Change management needs a playbook beyond leadership presentations

Change management needs a playbook beyond leadership presentations

A few Sundays ago, I found myself at a church service where the congregation opened with a Welcome Hymn. The melody was beautiful — the kind that draws you in and makes you want to join along. Naturally, people reached for their hymnals, flipping through the pages to find the song. But it wasn't there. So instead of singing along, most of us just sat back and listened. The singer had a wonderful voice, and the hymn was genuinely moving. But we were spectators, not participants. And this happened not once, but a couple of times during the service — the singer choosing hymns that simply weren't in the book that was in front of us.

Now, this might sound like a minor inconvenience at a church service, but it got me thinking about something much bigger — change management in organizations. Think about it. How many times have you sat in a beautifully crafted leadership presentation, felt genuinely inspired, and then walked out of the room with absolutely no idea what to do next? The parallel is striking.

In organizations, leadership often does a tremendous job of painting a vision. The decks are polished, the words are powerful, and the energy in the room is electric. I have been part of these presentations — both as an audience member and as someone who has put them together. But here is the hard truth: inspiration alone does not drive change. What drives change is a playbook. Just like a hymnal tells you the words, the tune, and when to come in, a playbook tells your people what the change looks like on the ground, how it gets implemented, who does what, and when.

More often than not, this is where organizations fall short. The vision stays at the top. It rarely cascades down to the people who actually need to execute it. Most consultants engage with senior leadership, craft compelling narratives, and then exit the building. The deeper work — creating a practical, actionable playbook that reaches every layer of the organization — rarely gets done. The reasons are understandable: time constraints, limited organizational bandwidth, and the cost of that level of execution. But the result is always the same.

What started as a genuine and well-intentioned effort to drive change slowly fades away. What remains are a few good sound bites, a well-designed deck, and the memory of a great presentation.
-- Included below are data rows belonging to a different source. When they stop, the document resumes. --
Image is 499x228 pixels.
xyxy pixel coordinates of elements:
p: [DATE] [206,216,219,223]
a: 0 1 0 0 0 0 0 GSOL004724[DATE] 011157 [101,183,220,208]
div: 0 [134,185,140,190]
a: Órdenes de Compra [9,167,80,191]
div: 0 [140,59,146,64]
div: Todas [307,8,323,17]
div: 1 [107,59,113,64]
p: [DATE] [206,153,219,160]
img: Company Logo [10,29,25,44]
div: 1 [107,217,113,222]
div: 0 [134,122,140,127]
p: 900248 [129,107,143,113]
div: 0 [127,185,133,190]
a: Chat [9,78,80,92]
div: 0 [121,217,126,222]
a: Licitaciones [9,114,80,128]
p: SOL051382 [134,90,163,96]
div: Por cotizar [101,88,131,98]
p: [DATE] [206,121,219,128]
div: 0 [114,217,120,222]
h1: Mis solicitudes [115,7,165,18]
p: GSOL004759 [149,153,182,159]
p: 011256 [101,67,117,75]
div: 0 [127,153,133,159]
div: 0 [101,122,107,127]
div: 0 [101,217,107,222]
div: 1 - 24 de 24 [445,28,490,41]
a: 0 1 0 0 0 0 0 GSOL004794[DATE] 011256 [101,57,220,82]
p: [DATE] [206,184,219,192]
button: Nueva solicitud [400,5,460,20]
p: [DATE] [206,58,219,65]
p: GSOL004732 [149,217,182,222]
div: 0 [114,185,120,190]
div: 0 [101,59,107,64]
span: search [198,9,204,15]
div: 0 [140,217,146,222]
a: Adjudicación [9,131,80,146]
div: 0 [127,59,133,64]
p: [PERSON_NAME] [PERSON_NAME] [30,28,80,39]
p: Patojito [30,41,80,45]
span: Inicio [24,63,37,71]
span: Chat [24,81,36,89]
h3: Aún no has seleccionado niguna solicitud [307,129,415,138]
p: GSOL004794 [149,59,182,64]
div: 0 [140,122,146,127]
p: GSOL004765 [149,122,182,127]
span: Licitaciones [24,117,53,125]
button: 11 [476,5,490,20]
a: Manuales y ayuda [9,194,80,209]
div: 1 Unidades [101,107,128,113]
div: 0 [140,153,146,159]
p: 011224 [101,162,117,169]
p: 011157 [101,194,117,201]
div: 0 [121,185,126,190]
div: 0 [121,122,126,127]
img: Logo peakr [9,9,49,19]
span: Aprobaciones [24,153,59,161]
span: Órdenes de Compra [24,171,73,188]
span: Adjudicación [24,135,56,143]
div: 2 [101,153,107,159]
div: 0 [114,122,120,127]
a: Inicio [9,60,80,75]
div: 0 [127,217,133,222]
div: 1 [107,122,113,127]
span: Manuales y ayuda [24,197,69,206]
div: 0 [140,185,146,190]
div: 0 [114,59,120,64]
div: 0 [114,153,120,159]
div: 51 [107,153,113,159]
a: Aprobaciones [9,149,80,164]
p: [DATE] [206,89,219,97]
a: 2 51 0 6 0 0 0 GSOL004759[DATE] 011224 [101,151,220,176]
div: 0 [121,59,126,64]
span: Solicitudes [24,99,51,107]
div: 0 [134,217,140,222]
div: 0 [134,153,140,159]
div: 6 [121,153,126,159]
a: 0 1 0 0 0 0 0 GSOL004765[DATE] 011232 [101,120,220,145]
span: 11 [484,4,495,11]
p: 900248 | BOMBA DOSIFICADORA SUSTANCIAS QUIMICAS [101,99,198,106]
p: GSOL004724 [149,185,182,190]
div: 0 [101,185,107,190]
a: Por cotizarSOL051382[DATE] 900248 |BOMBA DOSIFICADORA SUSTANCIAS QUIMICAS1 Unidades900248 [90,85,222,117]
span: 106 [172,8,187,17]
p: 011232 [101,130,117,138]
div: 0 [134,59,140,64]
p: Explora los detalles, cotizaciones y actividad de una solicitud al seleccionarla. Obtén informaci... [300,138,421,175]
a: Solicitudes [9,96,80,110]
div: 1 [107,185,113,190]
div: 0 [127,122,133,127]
Just like that Sunday service — the hymn was beautiful, the voice was incredible, but because there was no book to follow, no one could participate. The only thing people walked away with was, 'That singer had a great voice.' In an organizational context, that translates to, 'The leadership gave a great presentation.' And then, nothing changes.

This is a situation that can be avoided. The gap between vision and execution is not inevitable — it is a choice. When organizations invest as much in building the playbook as they do in crafting the vision, change actually has a chance to take root. The hymn only becomes a shared experience when everyone in the room has the words in front of them. The same goes for transformation — it only becomes real when every person in the organization knows their part and how to play it.